Lead Time for Changes
Definition: The time it takes from code being committed (or a work item being started) to that change being deployed in production. Essentially, how long do code changes sit in the system before reaching users. Sometimes measured as commit-to-deploy or pull request merge to deploy.
What it tells you: Lead Time is a direct measure of cycle time efficiency. Short lead times mean features/bug fixes move quickly through the pipeline, indicating smooth handoffs between dev, test, deploy stages. It reflects process health: code integration, testing, and release processes. Shorter LT usually implies more agile teams and can correlate with faster feedback loops.
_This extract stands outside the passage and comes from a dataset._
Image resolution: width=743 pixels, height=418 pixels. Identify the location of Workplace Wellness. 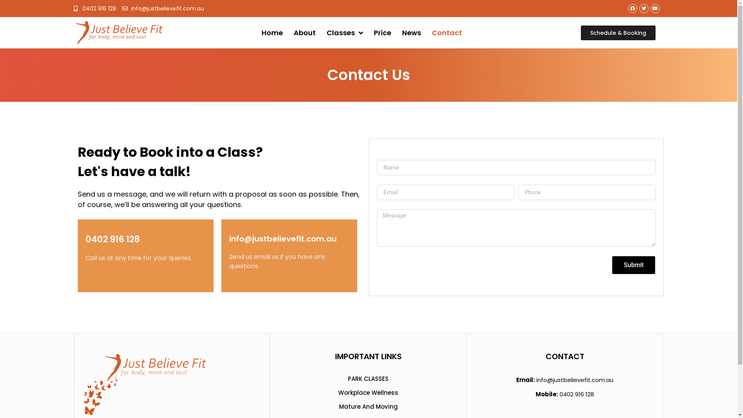
(368, 393).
What it misses or risks: A very short lead time could mean your changes are small and pipeline is automated – good – or it could mean you’re skipping steps (bad). Also, lead time doesn’t capture planning or code writing time; a team might spend weeks designing and coding, but if they merge and deploy in a day, Lead time looks short. So it’s not whole “idea to prod” time, just code integration to prod. Comparing lead times between teams can be tricky if definitions differ (e.g., one measures from first commit, another from PR creation).
Common misinterpretations: Don’t confuse lead time with “time to value” for end-users. It’s possible to have a feature toggle in code that’s deployed quickly (short LT) but business doesn’t release it to users until a marketing event, which is outside engineering’s scope. Also, a long lead time might be by design for bundling releases (though that’s less common nowadays). If mis-measured, teams might think they’re doing fine when they deploy quickly once code is merged – ignoring perhaps a huge backlog before merge. It’s crucial to define the start point of lead time consistently.
Improvement strategies:
- Streamline code review and approval: If waiting for approvals is a big chunk, establish SLA for reviews or use pair programming to reduce review overhead.
- Automated testing: Ensure your test suite (unit/integration) is robust and fast. Long test cycles or manual QA can balloon lead time. Invest in parallelizing tests or using cloud test services.
- Continuous Integration practices: Commit small, commit often. This reduces the merge pain and integration bugs that can stall releases.
- Value Stream Mapping: Map out every step from code commit to deploy (CI steps, QA, staging, etc.) and look for waste. Perhaps there’s an unnecessary manual staging sign-off that can be automated or removed.
- Improve build times: Sometimes long lead time is simply due to slow build or artifact creation processes. Build caching or more build agents can help.